I've been looking at this a bit more, and it raises a concern.
While
results = Author.find :all,
:include => :signings,
:conditions => ['signings.when >= ?', '2007-10-01']
works, it instantiates an AR object for each signing, effectively
pre-loading the signings association for each author. Many times this
is what's wanted
However, since my example is really an analog for a more complex
situtation, what if there are LOTS of signings, and they are fairly
heavy-weight objects. The use case here is that I want to present a
list of 'Authors' filtered by those who actually have a 'signing' to
attend, and then when an author is selected to present his/her
signings for selection.
Is there an easy way to do the search to find all of the 'authors' but
leave instantiating the signings association collection until it's
needed?
I tried (Item is the real name for the Author analog, and Schedules for signing:
Item.find(:all, :joins => ' LEFT OUTER JOIN schedules ON
schedules.item_id', :conditions => ['schedules.begin_date > ?',
Time.now])
But that returns 26520 Item objects while:
Item.find(:all).length => 34
The problem here is that one AR object is being instantiated for each
row returned by the outer join.
I imagine that it's an enhancement request to be able to have my cake
and eat it too, i.e. to be able to 'include' :schedules for purpose of
the where clause, and to maintain identity for the resulting Item
objects, but NOT pre-instantiate the schedules association.
Now I could of course get the expanded list and uniq it, but if I benchmark:
Item.benchmark('join') {Item.find(:all, :joins => ' LEFT OUTER JOIN
schedules ON schedules.item_id', :conditions => ['schedules.begin_date
?', Time.now]).length}
=> 26520
Item.benchmark('include') {Item.find(:all, :include => :schedules,
:conditions => ['schedules.begin_date > ?', Time.now]).length}=> 25
The log shows:
join (2.27320)
include (0.18201)
So the cat's already out of the bag as far as time efficiency.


# [WORK TO COMPLETE]
Among the entries below, how many lines contain the string "exponent"? Only the number is wanted.

Collection entries:
+++
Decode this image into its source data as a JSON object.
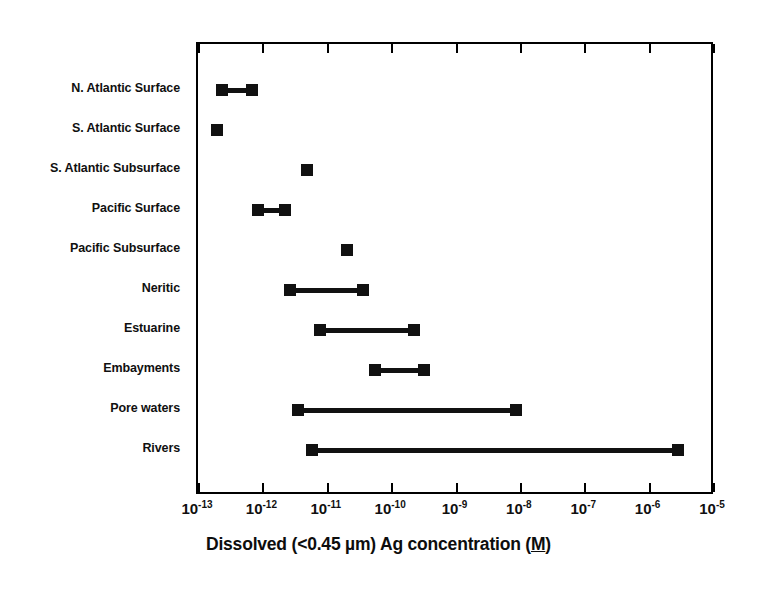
{
  "chart_data": {
    "type": "bar",
    "subtype": "range-dumbbell",
    "title": "",
    "xlabel": "Dissolved (<0.45 µm)  Ag concentration (M)",
    "ylabel": "",
    "xscale": "log",
    "xlim": [
      1e-13,
      1e-05
    ],
    "grid": false,
    "legend": null,
    "x_tick_values": [
      1e-13,
      1e-12,
      1e-11,
      1e-10,
      1e-09,
      1e-08,
      1e-07,
      1e-06,
      1e-05
    ],
    "x_tick_labels": [
      {
        "base": "10",
        "exponent": "-13"
      },
      {
        "base": "10",
        "exponent": "-12"
      },
      {
        "base": "10",
        "exponent": "-11"
      },
      {
        "base": "10",
        "exponent": "-10"
      },
      {
        "base": "10",
        "exponent": "-9"
      },
      {
        "base": "10",
        "exponent": "-8"
      },
      {
        "base": "10",
        "exponent": "-7"
      },
      {
        "base": "10",
        "exponent": "-6"
      },
      {
        "base": "10",
        "exponent": "-5"
      }
    ],
    "categories": [
      "N. Atlantic Surface",
      "S. Atlantic Surface",
      "S. Atlantic Subsurface",
      "Pacific Surface",
      "Pacific Subsurface",
      "Neritic",
      "Estuarine",
      "Embayments",
      "Pore waters",
      "Rivers"
    ],
    "ranges": [
      {
        "category": "N. Atlantic Surface",
        "low": 2.3e-13,
        "high": 6.6e-13
      },
      {
        "category": "S. Atlantic Surface",
        "low": 1.9e-13,
        "high": 1.9e-13
      },
      {
        "category": "S. Atlantic Subsurface",
        "low": 4.7e-12,
        "high": 4.7e-12
      },
      {
        "category": "Pacific Surface",
        "low": 8.2e-13,
        "high": 2.2e-12
      },
      {
        "category": "Pacific Subsurface",
        "low": 2e-11,
        "high": 2e-11
      },
      {
        "category": "Neritic",
        "low": 2.6e-12,
        "high": 3.5e-11
      },
      {
        "category": "Estuarine",
        "low": 7.7e-12,
        "high": 2.2e-10
      },
      {
        "category": "Embayments",
        "low": 5.5e-11,
        "high": 3.1e-10
      },
      {
        "category": "Pore waters",
        "low": 3.5e-12,
        "high": 8.5e-09
      },
      {
        "category": "Rivers",
        "low": 5.6e-12,
        "high": 2.8e-06
      }
    ],
    "colors": {
      "marker": "#111111",
      "line": "#111111",
      "axis": "#000000",
      "background": "#ffffff",
      "text": "#101010"
    }
  },
  "axis_title": {
    "part1": "Dissolved (<0.45 µm)  Ag concentration (",
    "part_m": "M",
    "part2": ")"
  }
}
+++
# [RESULT OF THIS TASK]
9